2.4. Industry – Sara Hooker (Adaption Labs)
- Career trajectory – Formerly at DeepMind, led research at Cohere, now co‑founder of Adaption Labs.
- Two‑pronged perspective – (1) Benchmarks are increasingly static, over‑fit, and gamified; (2) Government can play a unique curatorial role.
- Benchmark criticism – Open benchmarks rapidly become stale as models train on them; private test sets and secret hold‑outs are needed to retain relevance.
- Systemic harm gap – Current benchmarks miss real‑world harms (e.g., fraudulent voice‑calls, AI‑generated fake resumes, “AI companionship” misuse).
- Policy relevance – Benchmarks must drive concrete policy decisions; otherwise they become data for its own sake.
3. The Core Challenges in AI Evaluation
| Challenge | Representative Insights |
|---|---|
| Speed of model progress | Wan‑C Lee: “Capabilities develop very quickly; we struggle to keep evaluation pipelines up‑to‑date.” |
| Language & cultural coverage | Wan‑C Lee: Emphasised multilingual testing, citing Indian, Korean, Japanese language needs. |
| Agentic AI (tools, memory, autonomous behavior) | Austin Mayron & Adam Beaumont: Described the need for new scaffolding to capture tool‑calling, intermediate states, and multilingual agent interaction. |
| Benchmark degradation & “leaderboard illusion” | Sara Hooker: Open benchmarks are gamified; private benchmarks must stay secret or evolve continuously. |
| Public vs. private reporting | Adam Beaumont & Austin Mayron: Discussed a tension between transparency (gold‑standard science) and information‑hazard control. |
| Resource disparities across nations | Audience question answered by Adam Beaumont: UK shares open‑source tools (inspect, cyber‑arena) and publishes reports to level the playing field. |
| Geopolitical pressure | Austin Mayron: US policy (Executive Order on AI) influences standards work; network helps depoliticise technical dialogue. |
| Reproducibility & reporting standards | Austin Mayron: NIST AI‑802 outlines emerging practices (e.g., publishing evaluation transcripts). |
| Societal‑impact assessment | Adam Beaumont (later): Highlighted the next frontier—evaluating broader societal consequences, not just technical metrics. |
4. The Role of the International Network
4.1. Knowledge‑Sharing & Joint Testing
- Joint exercises – Singapore, UK, US, and others have performed collaborative testing on language coverage, cybersecurity, and early agentic scenarios.
- Trust building – Wan‑C Lee stressed that the Network “creates a trusted enclave” where government experts can exchange technical details safely.
4.2. Open‑Source Toolkits
- Inspect framework – UK‑AISI’s open‑source platform for model assessment (released 2025).
- Cyber‑arena / Control arena – Additional UK tools for adversarial testing of AI systems.
4.3. Standardisation Efforts
- Common reporting templates – Discussed during the San Diego workshop; still an open question whether a single format should be adopted.
- Public‑private dichotomy – Consensus that some results must remain private to mitigate information hazards, while methodology should be shared openly.
4.4. Community‑wide Communication
- Slack & email channels – Austin Mayron highlighted informal expert‑to‑expert communication as a rapid‑response mechanism.
- Public blog posts & drafts – All four organisations publish “blog‑style” technical summaries (e.g., UK Frontier AI Trends Report, US NIST draft).
5. Audience Q&A – Key Points
| Question | Main Responses |
|---|---|
| Evaluating emergent, “aging‑free” (agentic) systems | Adam Beaumont: Need new scaffolding to capture intermediate tool calls.

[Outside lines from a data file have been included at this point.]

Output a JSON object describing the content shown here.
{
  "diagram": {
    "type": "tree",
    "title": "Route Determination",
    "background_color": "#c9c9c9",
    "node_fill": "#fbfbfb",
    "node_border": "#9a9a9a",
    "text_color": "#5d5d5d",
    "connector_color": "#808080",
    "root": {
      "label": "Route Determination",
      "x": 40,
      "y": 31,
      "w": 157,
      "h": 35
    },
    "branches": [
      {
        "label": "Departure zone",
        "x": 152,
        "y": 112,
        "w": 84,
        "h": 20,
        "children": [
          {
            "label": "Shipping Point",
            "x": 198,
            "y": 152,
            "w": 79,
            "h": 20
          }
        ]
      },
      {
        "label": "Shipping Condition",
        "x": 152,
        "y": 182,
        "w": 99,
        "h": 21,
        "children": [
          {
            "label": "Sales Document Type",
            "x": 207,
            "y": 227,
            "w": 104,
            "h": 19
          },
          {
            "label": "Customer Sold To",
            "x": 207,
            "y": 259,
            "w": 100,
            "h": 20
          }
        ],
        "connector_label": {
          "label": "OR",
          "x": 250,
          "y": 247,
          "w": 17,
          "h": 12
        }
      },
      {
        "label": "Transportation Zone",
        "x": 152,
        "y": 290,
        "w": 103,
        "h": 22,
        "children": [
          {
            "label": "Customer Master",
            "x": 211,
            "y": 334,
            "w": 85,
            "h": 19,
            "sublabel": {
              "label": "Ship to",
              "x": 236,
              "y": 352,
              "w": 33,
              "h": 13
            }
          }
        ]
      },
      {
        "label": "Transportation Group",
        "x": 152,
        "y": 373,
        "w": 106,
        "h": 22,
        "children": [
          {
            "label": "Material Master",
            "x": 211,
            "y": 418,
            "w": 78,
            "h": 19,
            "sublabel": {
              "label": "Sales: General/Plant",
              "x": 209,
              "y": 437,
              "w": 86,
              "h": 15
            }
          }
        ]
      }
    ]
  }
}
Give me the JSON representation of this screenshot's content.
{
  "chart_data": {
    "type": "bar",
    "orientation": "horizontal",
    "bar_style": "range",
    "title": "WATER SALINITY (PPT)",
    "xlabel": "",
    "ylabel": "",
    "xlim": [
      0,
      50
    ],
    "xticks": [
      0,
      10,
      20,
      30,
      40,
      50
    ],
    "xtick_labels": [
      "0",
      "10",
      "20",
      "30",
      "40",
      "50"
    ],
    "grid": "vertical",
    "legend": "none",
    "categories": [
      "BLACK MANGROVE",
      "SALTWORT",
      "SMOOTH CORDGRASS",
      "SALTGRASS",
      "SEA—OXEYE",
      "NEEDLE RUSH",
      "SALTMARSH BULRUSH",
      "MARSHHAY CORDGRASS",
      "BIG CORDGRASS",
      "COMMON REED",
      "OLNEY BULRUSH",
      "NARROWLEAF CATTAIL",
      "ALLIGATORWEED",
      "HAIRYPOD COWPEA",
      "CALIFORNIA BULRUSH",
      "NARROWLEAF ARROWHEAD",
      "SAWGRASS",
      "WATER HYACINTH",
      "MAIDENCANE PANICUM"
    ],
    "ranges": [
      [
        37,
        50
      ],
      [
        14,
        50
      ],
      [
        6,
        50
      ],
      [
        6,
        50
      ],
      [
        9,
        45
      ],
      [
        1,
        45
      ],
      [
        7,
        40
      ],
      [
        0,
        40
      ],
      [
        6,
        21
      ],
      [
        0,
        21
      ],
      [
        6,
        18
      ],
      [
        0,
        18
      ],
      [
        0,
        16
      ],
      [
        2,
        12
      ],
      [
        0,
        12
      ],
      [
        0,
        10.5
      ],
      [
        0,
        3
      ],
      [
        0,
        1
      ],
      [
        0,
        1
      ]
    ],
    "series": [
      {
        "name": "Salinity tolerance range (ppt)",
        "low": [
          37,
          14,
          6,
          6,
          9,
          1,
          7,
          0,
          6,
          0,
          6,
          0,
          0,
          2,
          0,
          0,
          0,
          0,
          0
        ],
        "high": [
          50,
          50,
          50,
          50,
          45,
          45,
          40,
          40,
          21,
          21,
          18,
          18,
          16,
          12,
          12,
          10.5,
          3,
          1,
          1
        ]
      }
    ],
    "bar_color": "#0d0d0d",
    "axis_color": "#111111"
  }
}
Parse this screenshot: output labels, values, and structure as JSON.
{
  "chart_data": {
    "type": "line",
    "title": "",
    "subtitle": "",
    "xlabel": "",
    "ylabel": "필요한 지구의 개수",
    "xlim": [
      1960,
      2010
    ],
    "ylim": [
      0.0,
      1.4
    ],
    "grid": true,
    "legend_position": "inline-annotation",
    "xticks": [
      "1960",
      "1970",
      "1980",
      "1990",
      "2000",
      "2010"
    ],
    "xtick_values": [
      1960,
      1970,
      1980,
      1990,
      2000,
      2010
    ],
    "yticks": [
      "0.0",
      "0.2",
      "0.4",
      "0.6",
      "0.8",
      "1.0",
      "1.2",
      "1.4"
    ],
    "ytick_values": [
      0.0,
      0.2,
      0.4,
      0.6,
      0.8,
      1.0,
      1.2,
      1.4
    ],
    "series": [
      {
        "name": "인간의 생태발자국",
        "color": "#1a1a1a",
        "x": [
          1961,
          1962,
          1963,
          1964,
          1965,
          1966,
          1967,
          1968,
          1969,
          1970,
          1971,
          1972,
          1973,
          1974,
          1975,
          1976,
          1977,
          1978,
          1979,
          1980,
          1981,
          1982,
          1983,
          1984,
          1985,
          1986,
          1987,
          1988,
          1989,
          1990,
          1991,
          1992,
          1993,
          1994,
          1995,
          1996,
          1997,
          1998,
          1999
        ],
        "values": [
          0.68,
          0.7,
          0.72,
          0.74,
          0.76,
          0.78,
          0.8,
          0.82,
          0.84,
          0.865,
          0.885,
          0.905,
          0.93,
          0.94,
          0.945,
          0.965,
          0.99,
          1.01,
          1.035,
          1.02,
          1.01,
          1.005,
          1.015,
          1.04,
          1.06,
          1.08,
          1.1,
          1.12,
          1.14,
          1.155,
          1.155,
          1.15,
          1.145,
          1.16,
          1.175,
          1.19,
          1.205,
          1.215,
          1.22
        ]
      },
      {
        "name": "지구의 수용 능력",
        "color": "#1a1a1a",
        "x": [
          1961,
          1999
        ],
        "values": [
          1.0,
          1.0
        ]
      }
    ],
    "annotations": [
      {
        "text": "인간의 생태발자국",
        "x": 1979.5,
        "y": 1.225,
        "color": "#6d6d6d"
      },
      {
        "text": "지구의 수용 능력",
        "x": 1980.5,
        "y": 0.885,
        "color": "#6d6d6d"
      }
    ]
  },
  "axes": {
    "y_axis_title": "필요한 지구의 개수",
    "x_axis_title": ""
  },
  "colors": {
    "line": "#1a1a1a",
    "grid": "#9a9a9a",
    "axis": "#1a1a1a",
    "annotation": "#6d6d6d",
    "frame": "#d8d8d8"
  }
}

Austin Mayron: Joint testing showed language‑specific challenges in tool‑calling. |
| Resource gaps for smaller ACs | Adam Beaumont: Open‑source tools, shared reports, and frontier‑AI trends data help less‑resourced bodies. |
| Geopolitics & US executive order | Austin Mayron: Executive order reinforces gold‑standard science; it pushes US agencies to adopt transparent, reproducible standards, which the Network can help harmonise globally. |
| Preventing capability “superposition” in models | No direct answer; panel noted that pre‑deployment audits (mentioned later) and tighter research‑stage evaluation may mitigate unchecked capability emergence. |
| Rollback / intervene‑ability mechanisms | Sara Hooker: Model checkpointing and multi‑generation pools already provide a form of rollback; emphasised need for systematic “intervenability” benchmarks. |
| Future evaluation priorities | Consensus on three fronts: (1) Agentic AI testing, (2) Societal‑impact assessments, (3) Pre‑deployment audits with industry partners. |
6. Emerging Consensus & Action Items
- Develop shared, modular evaluation scaffolding for agentic AI (tool‑calling, memory, multilingual prompts).

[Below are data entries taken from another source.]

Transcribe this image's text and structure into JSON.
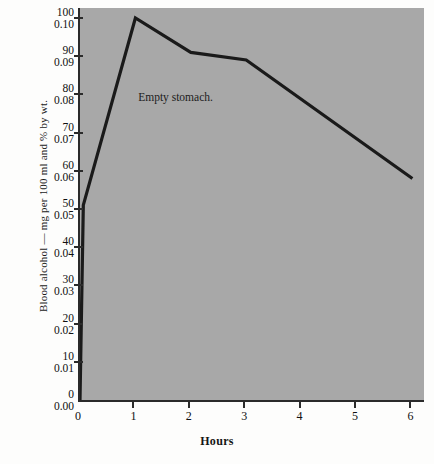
{
  "figure": {
    "background_color": "#fdfdfc",
    "plot_background_color": "#a8a8a8",
    "axis_color": "#2b2b2b",
    "line_color": "#1a1a1a"
  },
  "annotation": {
    "text": "Empty stomach."
  },
  "chart_data": {
    "type": "line",
    "title": "",
    "subtitle": "",
    "xlabel": "Hours",
    "ylabel": "Blood alcohol — mg per 100 ml and % by wt.",
    "xlim": [
      0,
      6.1
    ],
    "ylim": [
      0,
      105
    ],
    "grid": false,
    "legend": null,
    "x_ticks": [
      0,
      1,
      2,
      3,
      4,
      5,
      6
    ],
    "x_tick_labels": [
      "0",
      "1",
      "2",
      "3",
      "4",
      "5",
      "6"
    ],
    "y_ticks": [
      0,
      10,
      20,
      30,
      40,
      50,
      60,
      70,
      80,
      90,
      100
    ],
    "y_tick_labels_mg": [
      "0",
      "10",
      "20",
      "30",
      "40",
      "50",
      "60",
      "70",
      "80",
      "90",
      "100"
    ],
    "y_tick_labels_pct": [
      "0.00",
      "0.01",
      "0.02",
      "0.03",
      "0.04",
      "0.05",
      "0.06",
      "0.07",
      "0.08",
      "0.09",
      "0.10"
    ],
    "series": [
      {
        "name": "Empty stomach.",
        "x": [
          0,
          0.06,
          1.0,
          2.0,
          3.0,
          6.0
        ],
        "y": [
          0,
          51,
          100,
          91,
          89,
          58
        ]
      }
    ],
    "annotations": [
      {
        "text": "Empty stomach.",
        "x": 1.05,
        "y": 79
      }
    ]
  }
}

- Expand open‑source tooling (inspect, cyber‑arena) and provide documentation for rapid adoption by newer ACs.
- Standardise reporting (metadata, reproducibility checklists) while defining clear criteria for what stays private.
- Institutionalise regular joint testing exercises (e.g., yearly “Network Evaluation Hackathon”).
- Broaden the evaluation remit to include systemic societal impact metrics (e.g., labor market displacement, misinformation propagation).
- Maintain a trusted communication channel (Slack, mailing list) for real‑time sharing of emerging threats, papers, and methodological tweaks.
Key Takeaways
- Measurement is foundational – All panelists agreed that without robust, reproducible evaluation frameworks, safe AI deployment is impossible.
- The Network provides a vital trust hub – It enables governments to exchange technical details that would otherwise be siloed, fostering faster collective learning.
- Benchmarks are becoming obsolete – Static, public leaderboards are quickly over‑fit; private or evolving test sets are required to stay relevant.
- Agentic AI introduces new dimensions – Evaluations now must capture intermediate tool‑calls, multi‑step reasoning, and multilingual interactions.
- Open‑source tools (e.g., inspect) democratise capability – Sharing software and reports helps lower‑resource nations participate meaningfully.
- Transparency vs. information hazard – A balance is needed between gold‑standard reproducibility and protecting sensitive evaluation data.
- Geopolitical dynamics shape standards – US executive orders and similar policies drive national adoption of rigorous evaluation norms, which the Network can help harmonise.
- Future work must move beyond technical metrics – Societal‑impact assessments and pre‑deployment audits are identified as the next frontier for the Network.
- Resource inequities can be mitigated – Shared tooling, joint reports, and community mentorship are concrete ways to level the playing field.
- Continued collaboration is essential – Regular workshops, joint testing, and a persistent communication channel are needed to keep pace with rapid AI advances.